The Search for the Next Big Thing at CES

Palm Takes 'Big-Time Shot at iPhone' at CES

Palm Inc. of Sunnyvale was the first company to make a big splash at the Consumer Electronics Show in Las Vegas Thursday when officials unveiled a new phone called the "Palm Pre."

The phone looked vaguely similar to an iPhone. Company officials demonstrated its features during a presentation Thursday morning.

The unveiling immediately sparked reaction from observers, one of whom called the new product a "big-time shot at the iPhone."

Technology reporter Scott Budman has a blog with updates on the Consumer Electronics Show.

The economic downturn is expected to temper the normally dizzying extravaganza, and some attendees are wondering if the whole technology trade show business is past its peak.

"I'm talking to the companies who are sending people, and they're sending two instead of 10," said Forrester Research analyst James McQuivey. "It's going to be a shadow of itself."

Last year, 140,000 people went to the show, and there were 2,700 exhibitors. The Consumer Electronics Association, which is hosting, expects the same number of exhibitors this year, but on a slightly smaller floor space: 1.7 million square feet, or about 29 football fields. That's down three football fields from last year.

Jason Oxman, senior vice president of industry affairs at CEA, said several companies have asked to buy meeting-room space, rather than booths on the showroom floor. They're more focused on meeting customers and doing business than putting on large displays, he said.

That fits with a cooler economic climate. The booths are chapels to conspicuous consumption where companies one-up each other with bigger and badder gadgets, like the 150-inch plasma TV Panasonic Corp. displayed last year.

It wasn't until the holiday shopping season, after the credit crunch had turned into a full-blown crisis, that consumers really pulled back. U.S. sales of electronics and appliances fell almost 27 percent from Nov. 1 to Dec. 24 according to SpendingPulse, a division of MasterCard Advisors, though appliances probably saw a greater decline than electronics. Sales of TVs and laptop computers held up relatively well, according to NPD Group, but there was no new product category to energize the market like GPS units did the year before. And with no quick economic recovery in sight, industry watchers expect gadget makers' pain to continue. Research firm DisplaySearch sees sales of flat-panel TVs falling in 2009 for the first time since they appeared on store shelves a decade ago. Industry bellwether Sony Corp. said in December that it would cut 8,000 of its 185,000 jobs, shut plants and reduce its investment.

Windows 7 Says Its Almost Ready for Prime Time

That message comes from Microsoft CEO Steve Ballmer at the opening of the Consumer Electronics Show in Las Vegas.

Ballmer announced a nearly-final test version of Windows 7 will be available tomorrow for regular PC users to download and play with.

The operating system could be available on new PCs within a year. It uses much the same underlying technology as the much-maligned Vista. But Windows 7 is supposed to make it easier to install add-on devices and spit out fewer annoying warnings.

The CEO also announced Microsoft has formed a five-year partnership with Verizon Wireless that calls for Live Search to be added to all Internet-ready Verizon cell phones in the U.S.

Who Says Polraoid Film is Dead?

A strange little ritual used to go along with Polaroid cameras. The shooter would grab the print as it came out of the camera and wave it in the air, as if that would stimulate the chemicals and make the picture appear faster. It didn't. Yet it felt dumb to just stand there, waiting for the picture to develop.


Polaroid stopped making film packs last year, so this little piece of tech culture will soon be just a memory. But just as the film-based Polaroid camera is fading away, along comes its digital replacement.

That's right: Polaroid was set to announce Thursday at the International Consumer Electronics Show that it is introducing a digital camera that produces prints right on the spot. You can even call them "instant" prints, but they take nearly a minute to appear, so they're only as "instant" as the old film prints.

Essentially, the $200 PoGo is a camera that contains a built-in color printer. It produces 2-by-3 inch photos by selectively heating spots on specially treated paper. It has nothing to do with the old chemical Polaroid process, but the prints convey some of the same Pop Art charm: They're grainy and the colors are slightly off, with faces tending toward a deathly blue-green.

The camera is a successor to a standalone printer Polaroid put out last summer, designed to connect to camera phones and digital cameras. When I reviewed it, I noted that if Polaroid combined the printer with an image sensor and an LCD screen, it would be a resurrection of the instant camera. It turns out that's exactly what Polaroid was working on.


- Work task -
Repeat the listing below verbatim, without its images.

- Study material -
******************************

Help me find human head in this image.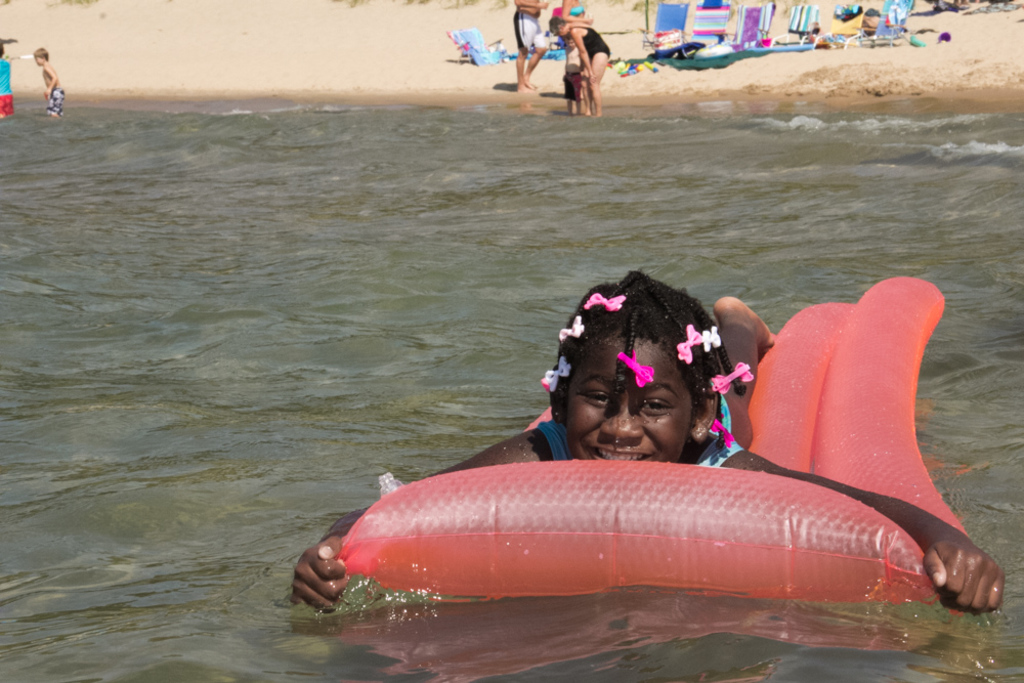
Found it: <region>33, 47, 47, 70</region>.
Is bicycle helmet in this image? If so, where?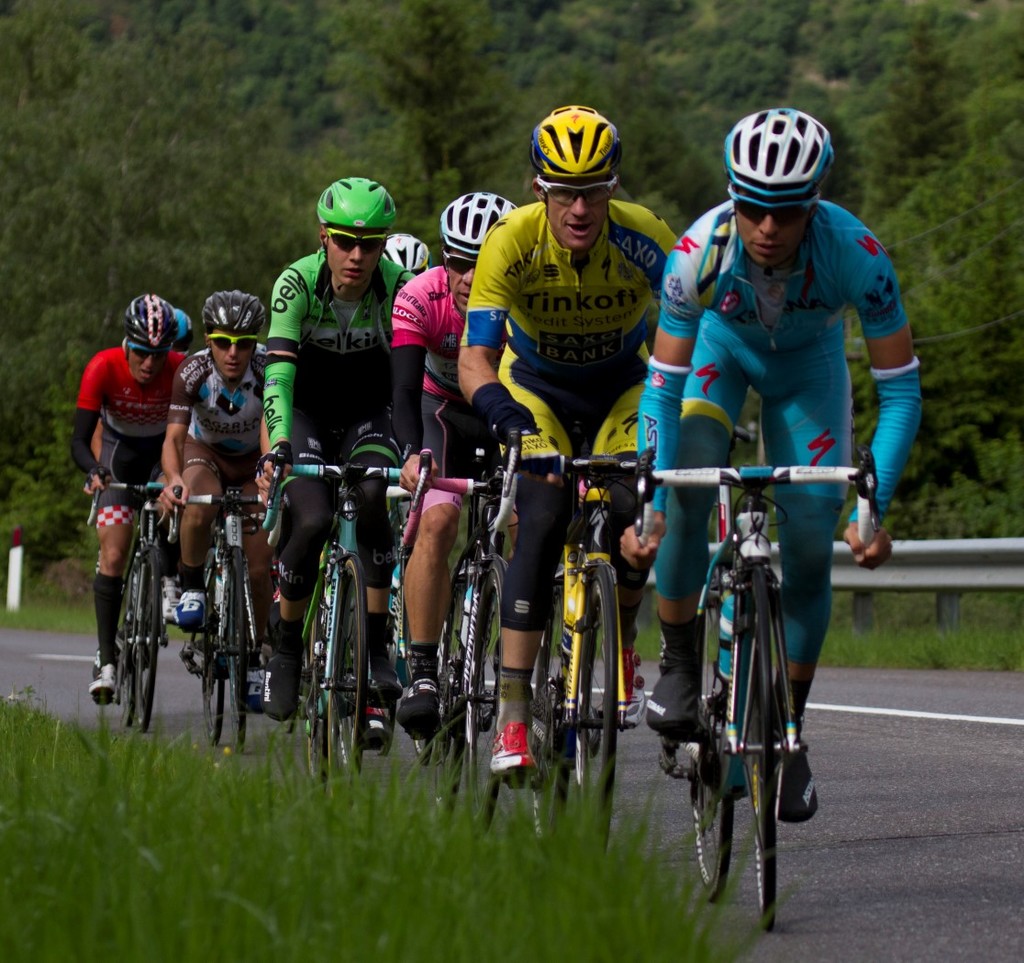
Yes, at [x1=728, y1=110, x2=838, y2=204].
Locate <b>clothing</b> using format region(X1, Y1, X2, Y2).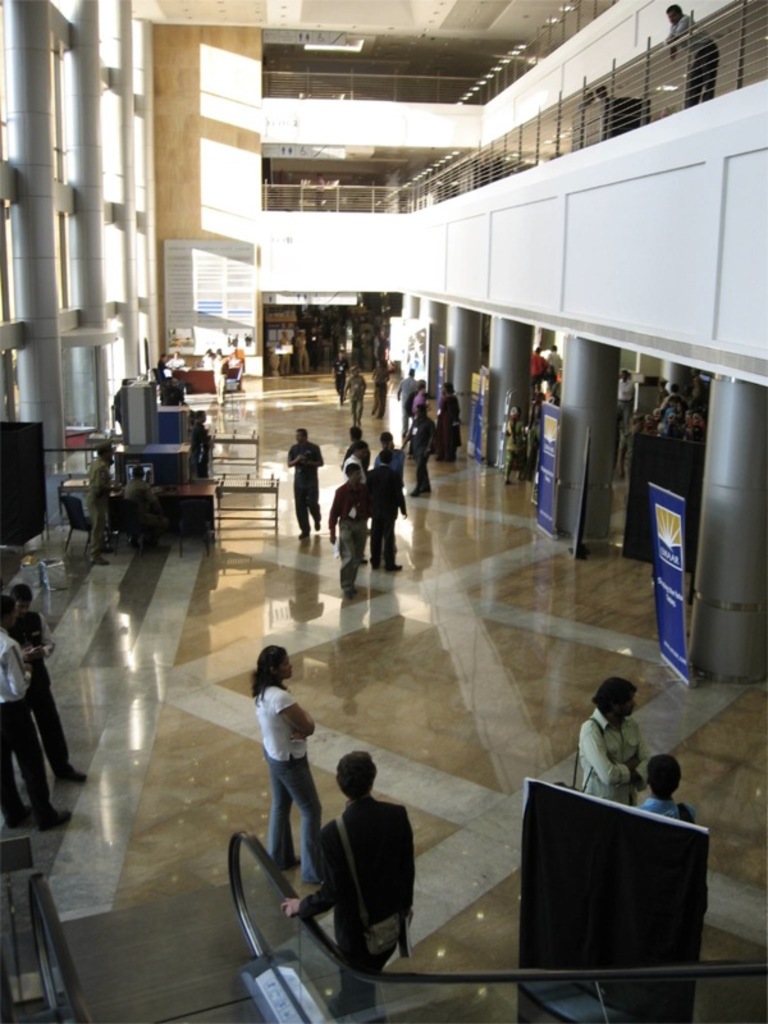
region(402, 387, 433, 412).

******************************

- Solution -
Help me find human head in this image.
Found it: <region>33, 47, 47, 70</region>.
Is bicycle helmet in this image? If so, where?
Yes, at [x1=728, y1=110, x2=838, y2=204].
Locate <b>clothing</b> using format region(X1, Y1, X2, Y2).
region(402, 387, 433, 412).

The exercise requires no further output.